Reading Online Novel

The Moon Tunnel(10)



‘Security,’ he said out loud, and saw again the agonized limbs of the three dead Alsatians.

The Littleport bus had just pulled up at the stop in front of The Crow’s offices and the smog swirled around it, rivulets of water running down the windows. From somewhere outside came the rhythmic percussion of shoes fitted with metal blakeys hitting the pavement hard. Dryden waited as the solitary beat drew nearer, The Crow’s front entrance bell rang, and then the metallic tattoo climbed the stairs. Garry Pymoor burst into the newsroom. ‘Hold the front page!’ he shouted, as he always did.

From behind the editor’s screen a series of sharp sniffs erupted.

Garry had suffered from meningitis as a child and in order to give him some semblance of the balance the disease had destroyed the doctors had hit upon the sonic shoes: the regular audible feedback helping him to stay upright. But disorientation was part of Garry’s character, and even if he stayed on his feet he’d normally find some other way of falling down.

‘Got the feature,’ he said, dropping his notebook onto his desk and putting his feet up. ‘Could be fifteen job losses in the short term – twenty-five if it closes for good. End of a family business etc., etc.’ Garry grinned, happy wallowing in someone else’s misfortune.

‘Drink?’ Dryden asked, standing and closing down the PC. ‘How about Jerry’s?’

Garry, pleased they were boycotting the usual drunken post-deadline bash in The Fenman with Charlie Bracken, grabbed the full-length leather coat he had worn throughout that stifling summer. His personal hygiene was what the Americans like to call ‘an issue’.

‘On the mobile,’ shouted Dryden, leading the way.





5


Jerry’s was Ely’s only nightclub, a refurbished former bingo hall just off Cambridge Road. At Christmas and on Friday nights it employed a solitary bouncer in ill-fitting DJ, but the rest of the time the last thing Jerry’s needed was someone to turn people away. The interior was painted blackout black, principally to disguise tatty furnishings. A neon sign outside flashed ‘J rr ’s Nites ot’. A blackboard advertised live Premiership football and a ‘happy hour’ from 5.00pm to 8.30pm nightly.

Dryden bought Garry a bottle of industrial-strength lager which he drank by the neck, and a pernod and blackcurrant for himself, insisting that the barman add the cocktail umbrella advertised on the poster behind the counter at the inclusive price of £1.80. They took seats by the pool table and watched as two teenagers wordlessly played out a game. The juke box finished playing something contemporary Dryden didn’t recognize and then fell silent, the scattered customers unwilling to invest further cash. Beside the clash of the pool balls there was silence; it was 4.29pm on a Thursday, pay day for most of Jerry’s customers. Later on things would quieten down.

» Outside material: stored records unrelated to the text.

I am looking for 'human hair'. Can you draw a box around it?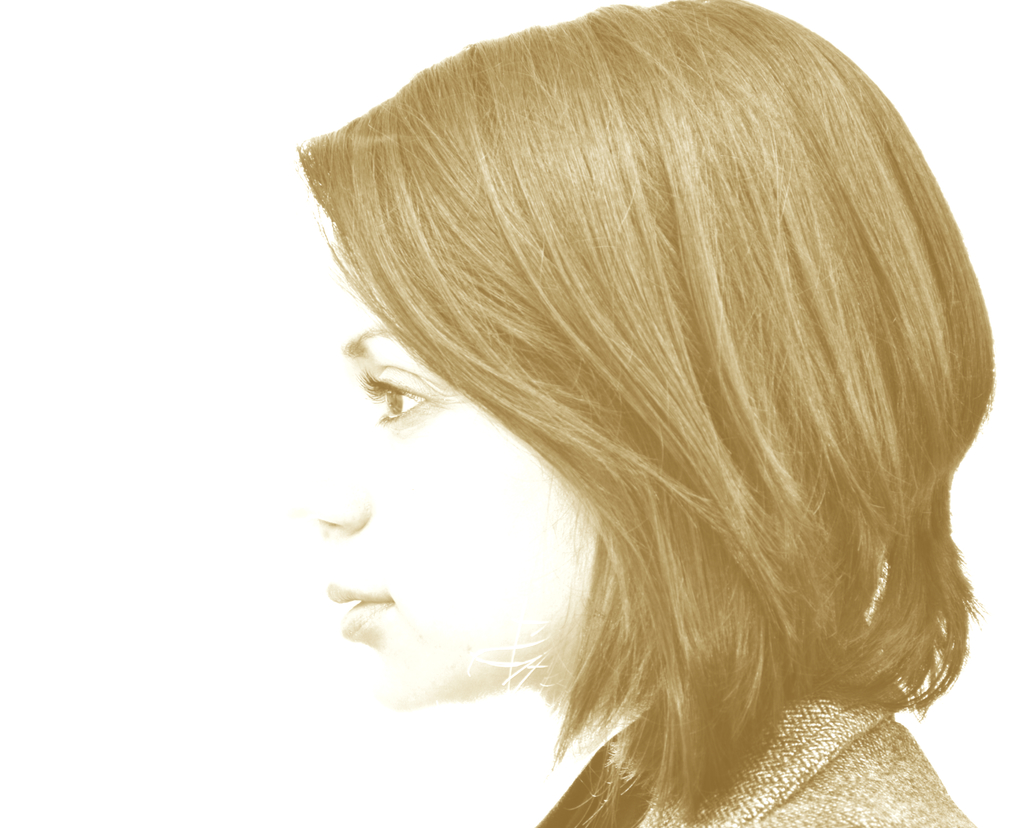
Sure, the bounding box is (290,0,991,818).
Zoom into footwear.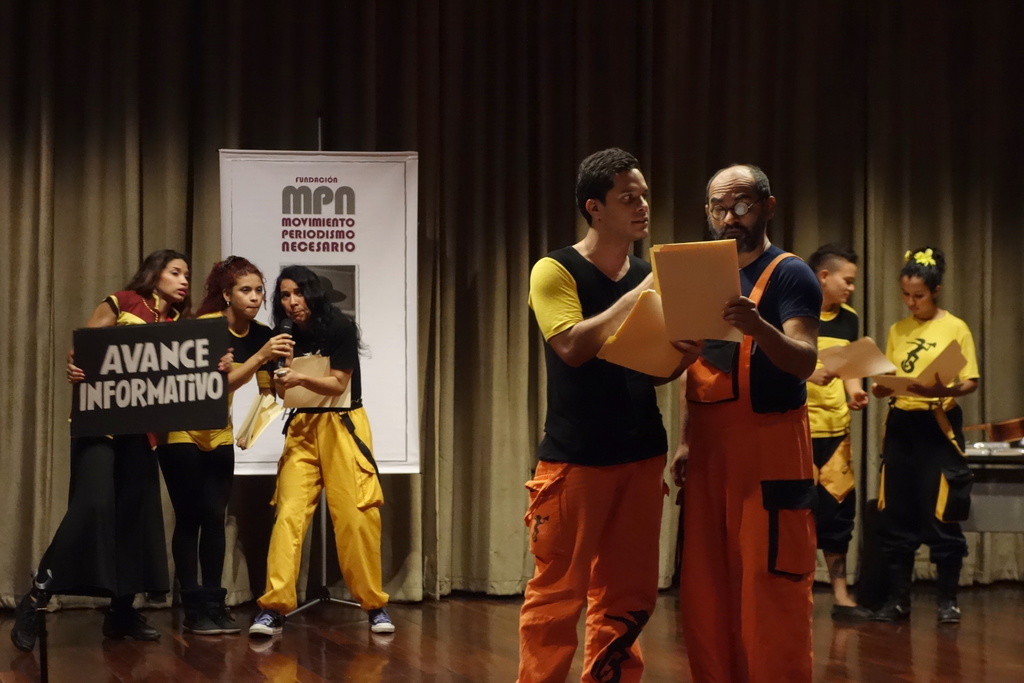
Zoom target: select_region(12, 595, 49, 651).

Garry fingered his crotch and lit a cigarette, the exhaled smoke catching the spotlight beams focused on the pool table. His acne, in full battle formation, shone under the harsh lighting. Dryden heard the distant sound of the cathedral bell tolling the half hour and stood, putting a pound coin in the juke box, from which he selected ten records, six from the golden oldies section after first picking four at random from this year’s hits. This way he would be sitting down before his own embarrassing choices came on. With luck, another punter would be at the juke box by then.

Dryden inhaled some alcohol and thought about the body in the PoW camp tunnel. He thought about his dream: the compression of the sand around him, the grains in his mouth. How had the victim died? And who was the killer? It seemed certain that he had been crawling into the camp. Had his killer been waiting for him, or attempting to escape?

The door opened, admitting a wedge of spectral autumnal light which illuminated a smashed bottle in a corner by a one-armed bandit. And in walked Russell Flynn trying to look old enough to buy a drink. Russell was one of Dryden’s contacts, the provider of a string of lowlife tipoffs from the town’s notorious Jubilee council estate. Russell had been born on the Jubilee, Ely’s answer to Moss Side, a rabbit warren of terraced council houses enlivened by the odd wrecked car.

Dryden’s cat-green eyes followed him to the bar. The teenager had bright red hair, innocent freckles and teeth with gaps, none of which had prevented him from getting two years’ community service after pilfering the contents of an entire row of allotment sheds on the edge of town. The manhunt to track this super-criminal down had been aided by the discovery at the scene of Russell’s coat, hung on a hook in the first hut, where he had taken it off in anticipation of working up a sweat as he loaded the pilfered tools and assorted hardware. Inside the coat was Russell’s wallet. Inside that was his benefit card and provisional driving licence. It was a crime of such baffling ineptitude it even made it on to the ‘and finally’ section of the local TV news. The magistrates were less amused, and but for some entirely fictitious story about his father dying of cancer Russell would have spent the rest of the year in Bedford prison.